Even without the IAF's participation, the electoral landscape is vast. Nearly 1,500 candidates are competing for the 135 nonquota seats, with 61 parties comprising 867 candidates for the 27-seat national list alone. Most of these factions, including the likely successful National Current Party, are a mixture of nationalist and socialist candidates running against subsidy cuts and corruption. One of the few Islamist parties still running, al-Wasat al-Islami, may appeal to some constituencies with its heavy focus on Palestine and corruption, but its power to bring voters to the polls remains to be seen given the IAF boycott.
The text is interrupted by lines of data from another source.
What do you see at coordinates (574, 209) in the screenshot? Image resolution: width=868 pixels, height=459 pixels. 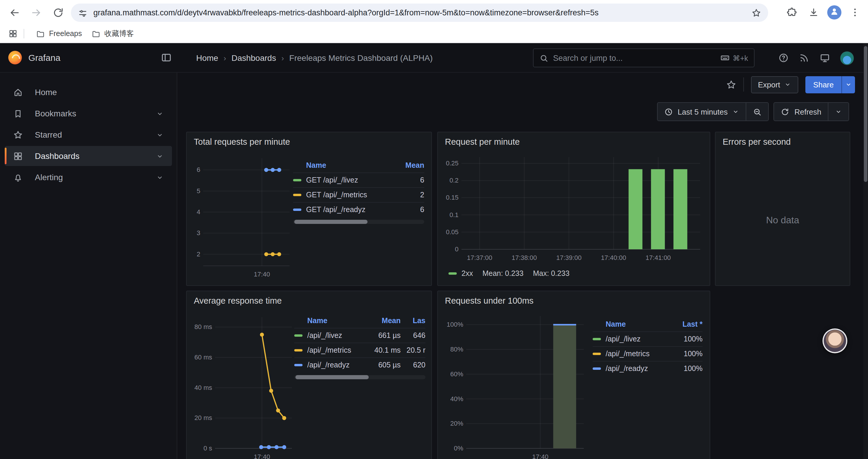 I see `request-per-minute-chart: 0.250.20.150.10.05017:37:0017:38:0017:39…` at bounding box center [574, 209].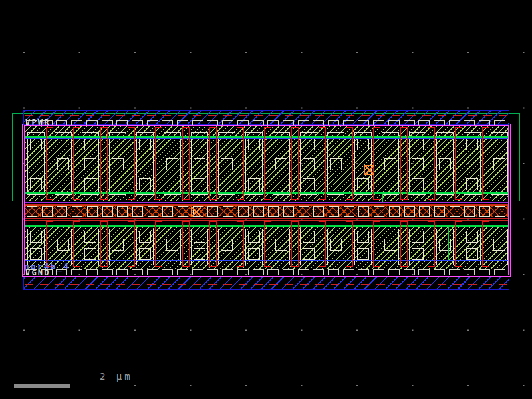 This screenshot has height=399, width=532. What do you see at coordinates (116, 376) in the screenshot?
I see `scale-label: 2 µm` at bounding box center [116, 376].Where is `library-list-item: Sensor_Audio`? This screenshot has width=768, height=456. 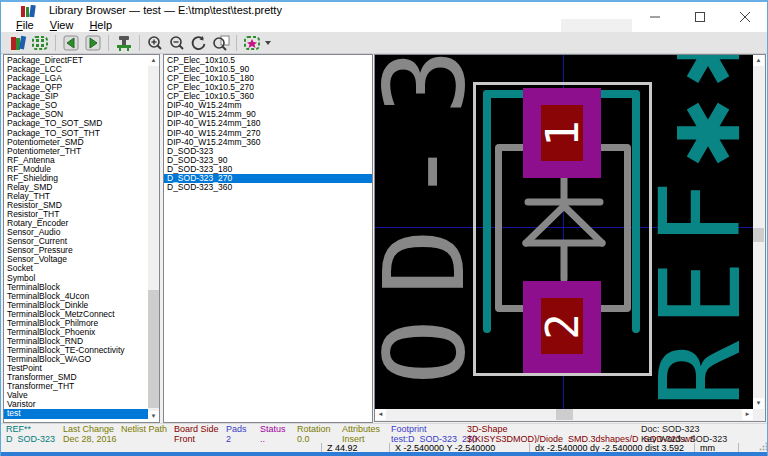
library-list-item: Sensor_Audio is located at coordinates (76, 232).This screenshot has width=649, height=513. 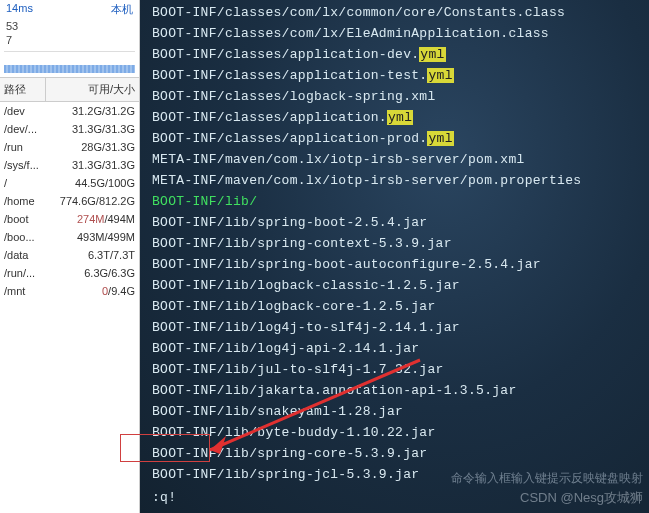 What do you see at coordinates (394, 412) in the screenshot?
I see `terminal-line: BOOT-INF/lib/snakeyaml-1.28.jar` at bounding box center [394, 412].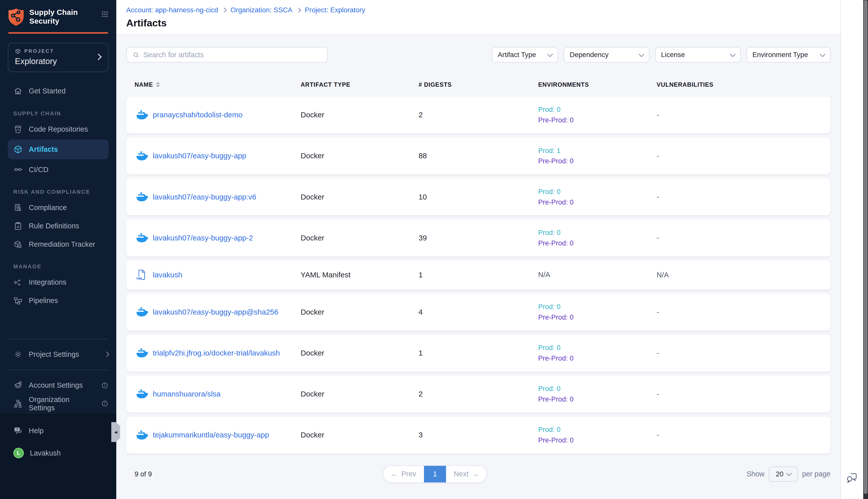  What do you see at coordinates (698, 55) in the screenshot?
I see `license-filter: License` at bounding box center [698, 55].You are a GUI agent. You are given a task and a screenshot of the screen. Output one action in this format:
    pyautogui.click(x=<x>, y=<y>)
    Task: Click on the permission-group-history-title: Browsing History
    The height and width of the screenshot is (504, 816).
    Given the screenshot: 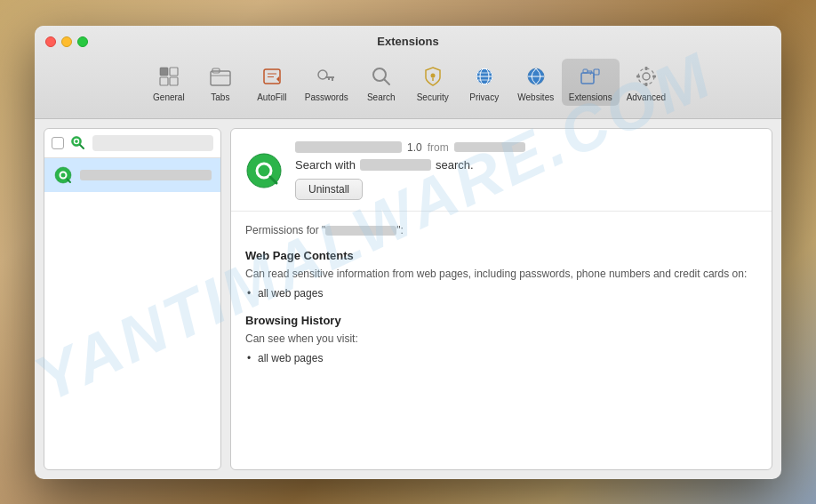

Perhaps the most colorful character to emerge from the campaign is Shibley Haddad, a Christian candidate from Madaba who, among other things, promises to find oil in Jordan, keep gas prices the same, and liberate Palestine. If nothing else, he has kept Jordanians interested in the vote; al-Ghad columnist Fahd Khitan even claimed that Haddad's uniqueness saved the elections from "becoming a failure."
Despite the government's attempts to hold a transparent, credible election, criticism of the electoral law has been nearly universal, and reports of corruption continue. A recent story in al-Hayat discussed the epidemic of vote buying, quoting an undisclosed source warning that Khatib would resign unless steps were taken to curtail the problem; over the past few days, several high-profile arrests have been made. Additionally, a few months ago, Chief of the Royal Court Riyad Abu Karaki met with Jordanian United Front head Amjad Majali and dozens of other members of parliament. The public was scandalized, viewing this as a palace attempt to determine the next government beforehand. Whether or not such stories hold weight, they have not engendered confidence in the reform process. In Karak and other tribal towns, for example, Hirak activists have reportedly burned hundreds of election cards in protest of corruption.
Still, the kingdom has seemingly set the stage for a free and fair election day, at least in procedural terms. The key issue to watch will be voter turnout. The number and variety of candidates could drive Jordanians to the polls despite the IAF boycott. Yet given that only two million of the country's nearly four million eligible voters are registered, even a respectable 50 percent turnout would mean that a mere fraction of the country's voting-age population participated. Higher turnout would assuage concerns about the character of the new parliament, greatly improve domestic perceptions regarding the credibility of the elections, and ease pressure -- at least temporarily -- on the palace.
This rapporteur's summary was prepared by Katie Kiraly.